The Power of CTE for Justice-Impacted Learners

September 15, 2025

In FEATURES

I will never forget the moment I stood at the front of a classroom in a federal prison, teaching a commercial driving class — even though I had never even sat behind the wheel of a tractor-trailer. What I brought to the room wasn’t driving experience but lived experience. I understood that the barriers these students faced had little to do with their ability to operate a tractor-trailer and more to do with limited education, spotty employment histories, legal barriers to occupational licensing, and a tangled web of collateral consequences.

More than 600,000 individuals are released from U.S. prisons each year (Sawyer, 2022), and these returning citizens face daunting reentry challenges. The Prison Policy Initiative has reported that among a study group “of more than 50,000 people released from federal prisons in 2010, a staggering 33% found no employment at all over four years post-release, and at any given time, no more than 40% of the cohort was employed. People who did find jobs struggled, too … landing jobs that didn’t offer security or upward mobility” (Wang & Bertram, 2022).

As someone who has been personally justice-impacted and now leads two national organizations focused on education and reentry — the Petey Greene Program and the Puttkammer Center for Educational Justice — I’ve come to believe that career and technical education isn’t just a program. It’s a promise. A promise that education can set us free, that redemption is real, and that skills matter more than stigma.


Can they pass the written exam?

One of the biggest challenges that justice-impacted students face is passing the written exam. Thanks to my two incredible co-instructors who both had real-world trucking experience, we guided our students through the mechanics of driving and supported them in building necessary literacy and math skills.


Why CTE matters behind bars

Career and technical education offers a direct response to these challenges. By providing hands-on training in high-demand fields like welding, culinary arts, construction, information technology and more. CTE empowers individuals with marketable skills and fosters a sense of dignity, purpose and self-worth. It gives people a future to believe in — and the tools to build it.

Evidence backs this up. A landmark study published by the RAND Corporation found that incarcerated individuals who participate in educational programs are 43% less likely to return to prison (Davis et al., 2013).

Despite proven results, CTE programs in correctional settings continue to face systemic hurdles. Such as limited funding, outdated equipment and a lack of qualified instructors. The COVID-19 pandemic only intensified these problems.

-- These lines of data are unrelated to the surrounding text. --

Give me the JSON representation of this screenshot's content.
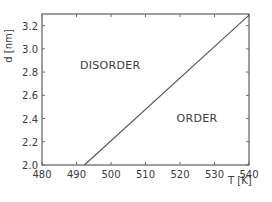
{
  "chart_data": {
    "type": "line",
    "title": "",
    "xlabel": "T [K]",
    "ylabel": "d [nm]",
    "xlim": [
      480,
      540
    ],
    "ylim": [
      2.0,
      3.3
    ],
    "xticks": [
      480,
      490,
      500,
      510,
      520,
      530,
      540
    ],
    "yticks": [
      2.0,
      2.2,
      2.4,
      2.6,
      2.8,
      3.0,
      3.2
    ],
    "xtick_labels": [
      "480",
      "490",
      "500",
      "510",
      "520",
      "530",
      "540"
    ],
    "ytick_labels": [
      "2.0",
      "2.2",
      "2.4",
      "2.6",
      "2.8",
      "3.0",
      "3.2"
    ],
    "grid": false,
    "series": [
      {
        "name": "order-disorder boundary",
        "x": [
          492.3,
          540
        ],
        "y": [
          2.0,
          3.29
        ]
      }
    ],
    "annotations": [
      {
        "text": "DISORDER",
        "x": 491,
        "y": 2.83
      },
      {
        "text": "ORDER",
        "x": 519,
        "y": 2.37
      }
    ]
  },
  "labels": {
    "x_axis": "T [K]",
    "y_axis": "d [nm]",
    "disorder": "DISORDER",
    "order": "ORDER"
  }
}
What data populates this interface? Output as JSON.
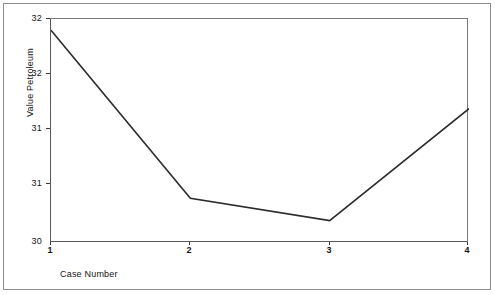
{
  "chart_data": {
    "type": "line",
    "title": "",
    "xlabel": "Case Number",
    "ylabel": "Value Petroleum",
    "categories": [
      "1",
      "2",
      "3",
      "4"
    ],
    "x": [
      1,
      2,
      3,
      4
    ],
    "values": [
      31.9,
      30.4,
      30.2,
      31.2
    ],
    "series": [
      {
        "name": "Value Petroleum",
        "values": [
          31.9,
          30.4,
          30.2,
          31.2
        ]
      }
    ],
    "xlim": [
      1,
      4
    ],
    "ylim": [
      30.0,
      32.0
    ],
    "xticks": [
      "1",
      "2",
      "3",
      "4"
    ],
    "xtick_values": [
      1,
      2,
      3,
      4
    ],
    "yticks": [
      "32",
      "32",
      "31",
      "31",
      "30"
    ],
    "ytick_values": [
      32.0,
      31.5,
      31.0,
      30.5,
      30.0
    ],
    "grid": false,
    "legend": "none",
    "line_color": "#2b2b2b",
    "axis_color": "#5a5a5a",
    "frame_color": "#8c8c8c",
    "background_color": "#ffffff",
    "markers": false
  },
  "axes": {
    "y_title": "Value Petroleum",
    "x_title": "Case Number",
    "y_tick_labels": [
      "32",
      "32",
      "31",
      "31",
      "30"
    ],
    "x_tick_labels": [
      "1",
      "2",
      "3",
      "4"
    ]
  }
}
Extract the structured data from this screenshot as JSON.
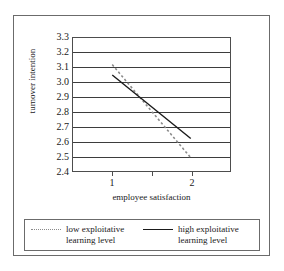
{
  "chart_data": {
    "type": "line",
    "title": "",
    "xlabel": "employee satisfaction",
    "ylabel": "turnover intention",
    "x": [
      1,
      2
    ],
    "xlim": [
      0.5,
      2.5
    ],
    "ylim": [
      2.4,
      3.3
    ],
    "x_tick_labels": [
      "1",
      "2"
    ],
    "y_tick_labels": [
      "3.3",
      "3.2",
      "3.1",
      "3.0",
      "2.9",
      "2.8",
      "2.7",
      "2.6",
      "2.5",
      "2.4"
    ],
    "y_ticks": [
      3.3,
      3.2,
      3.1,
      3.0,
      2.9,
      2.8,
      2.7,
      2.6,
      2.5,
      2.4
    ],
    "grid": "horizontal",
    "legend_position": "bottom",
    "series": [
      {
        "name": "low exploitative learning level",
        "style": "dotted",
        "color": "#8a8a8a",
        "values": [
          3.12,
          2.49
        ]
      },
      {
        "name": "high exploitative learning level",
        "style": "solid",
        "color": "#1a1a1a",
        "values": [
          3.05,
          2.62
        ]
      }
    ],
    "intersection": {
      "x": 1.45,
      "y": 2.89
    }
  },
  "axes": {
    "y_title": "turnover intention",
    "x_title": "employee satisfaction",
    "y_tick_labels": [
      "3.3",
      "3.2",
      "3.1",
      "3.0",
      "2.9",
      "2.8",
      "2.7",
      "2.6",
      "2.5",
      "2.4"
    ],
    "x_tick_labels": [
      "1",
      "2"
    ]
  },
  "legend": {
    "entries": [
      {
        "label_line1": "low exploitative",
        "label_line2": "learning level",
        "label": "low exploitative\nlearning level",
        "marker": "dotted-line-swatch"
      },
      {
        "label_line1": "high exploitative",
        "label_line2": "learning level",
        "label": "high exploitative\nlearning level",
        "marker": "solid-line-swatch"
      }
    ]
  }
}
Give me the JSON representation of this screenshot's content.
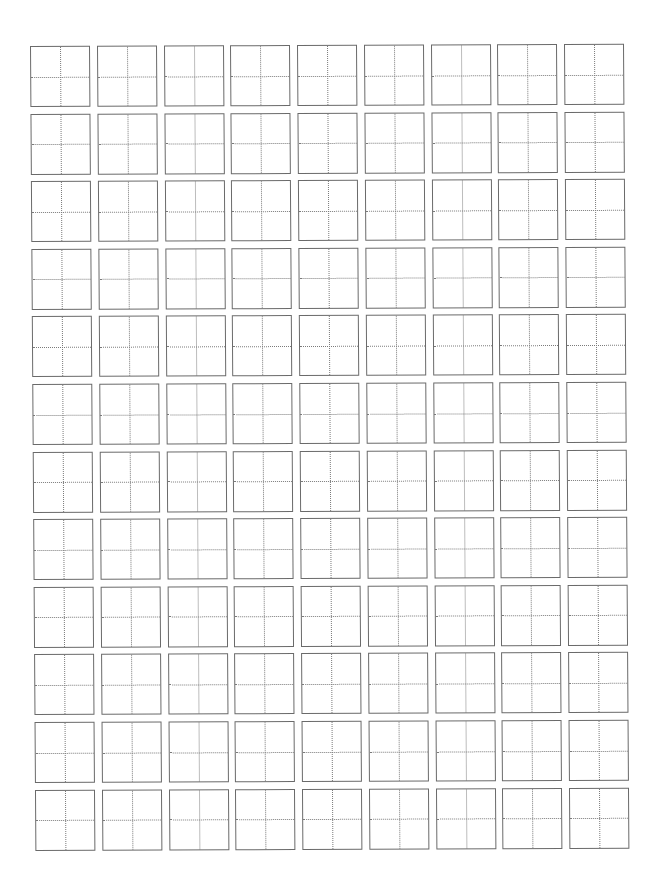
{
  "page": {
    "type": "character practice grid (田字格)",
    "rows": 12,
    "columns": 9,
    "cells_filled": 0,
    "colors": {
      "background": "#ffffff",
      "cell_border": "#6a6a6a",
      "guide_line": "#7a7a7a"
    }
  }
}
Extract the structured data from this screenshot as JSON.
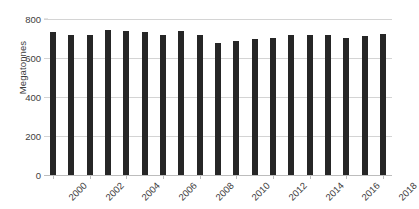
{
  "chart_data": {
    "type": "bar",
    "title": "",
    "subtitle": "",
    "xlabel": "",
    "ylabel": "Megatonnes",
    "categories": [
      "2000",
      "2001",
      "2002",
      "2003",
      "2004",
      "2005",
      "2006",
      "2007",
      "2008",
      "2009",
      "2010",
      "2011",
      "2012",
      "2013",
      "2014",
      "2015",
      "2016",
      "2017",
      "2018"
    ],
    "values": [
      731,
      719,
      720,
      742,
      741,
      731,
      719,
      740,
      719,
      678,
      688,
      700,
      704,
      718,
      718,
      717,
      702,
      712,
      722
    ],
    "ylim": [
      0,
      800
    ],
    "ytick_labels": [
      "0",
      "200",
      "400",
      "600",
      "800"
    ],
    "ytick_values": [
      0,
      200,
      400,
      600,
      800
    ],
    "xtick_labels": [
      "2000",
      "2002",
      "2004",
      "2006",
      "2008",
      "2010",
      "2012",
      "2014",
      "2016",
      "2018"
    ],
    "xtick_categories": [
      "2000",
      "2002",
      "2004",
      "2006",
      "2008",
      "2010",
      "2012",
      "2014",
      "2016",
      "2018"
    ],
    "grid": true,
    "grid_axis": "y",
    "legend": false,
    "legend_position": "none",
    "bar_color": "#262626",
    "grid_color": "#d4d4d4",
    "axis_color": "#bdbdbd",
    "background_color": "#ffffff",
    "xtick_rotation": -45
  }
}
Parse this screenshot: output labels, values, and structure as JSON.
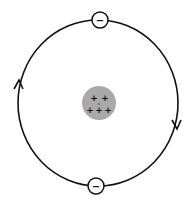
{
  "diagram": {
    "type": "atom-model",
    "nucleus": {
      "fill": "#a9a9a9",
      "charges": [
        "+",
        "+",
        "+",
        "+",
        "+"
      ],
      "charge_count": 5
    },
    "orbit": {
      "stroke": "#111111",
      "direction": "clockwise"
    },
    "electrons": [
      {
        "position": "top",
        "charge": "−"
      },
      {
        "position": "bottom",
        "charge": "−"
      }
    ],
    "arrows": [
      {
        "position": "left",
        "direction": "up"
      },
      {
        "position": "right",
        "direction": "down"
      }
    ]
  }
}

Still, hope is on the rise. In 2023, Jobs for the Future launched its Postsecondary Education in Prison CTE Accelerator Network. This was designed “to help institutions that are expanding access to credit-bearing CTE courses to people who are incarcerated” (Murphy et al., 2023). This group of 17 schools and training providers are rebuilding lives and changing futures.

Programs that work

At the Petey Greene Program, we pair academic tutoring with vocational instruction across more than a dozen states. Trained volunteers from top-tier universities help learners develop the literacy and math skills necessary for CTE success. In one Penn.sylvania correctional facility, our collaboration with a carpentry certification class boosted technical exam pass rates by 23%. For many of our students, the presence of a Petey Greene tutor is more than academic — it’s relational. We provide mentorship, build trust and restore human connection.

The Hoosier Initiative for Re-Entry (HIRE) in Indiana offers a compelling model. It integrates technical training with job placement, working closely with employers to interview participants before they’re released. Within 90 days post-release, over 80% of HIRE participants are employed, which acts as a powerful buffer against recidivism.

Challenges along the road ahead

Security policies, funding shortages and employer stigma continue to impede progress. But major policy shifts are opening new doors. We’re also seeing the growth of integrated education and training models that combine CTE, adult education and career readiness training tailored for the correctional setting. This is where real innovation lives.

As someone who served time, returned home, and has dedicated his life to working with individuals who have been affected by the justice system, I know that CTE is about more than skills. It’s about transformation.

To my fellow educators, policymakers and community leaders: Let’s make CTE accessible to the nearly two million people behind bars today — 95% of whom will come home.

We don’t just teach skills; we restore hope. We rebuild lives.


Jeffrey Abramowitz, J.D., is the chief executive officer of the Petey Greene Program and the Puttkammer Center for Educa.tional Justice. His journey through the justice system fuels his life’s mission: ensuring education and employment are accessible to every justice-impacted individual.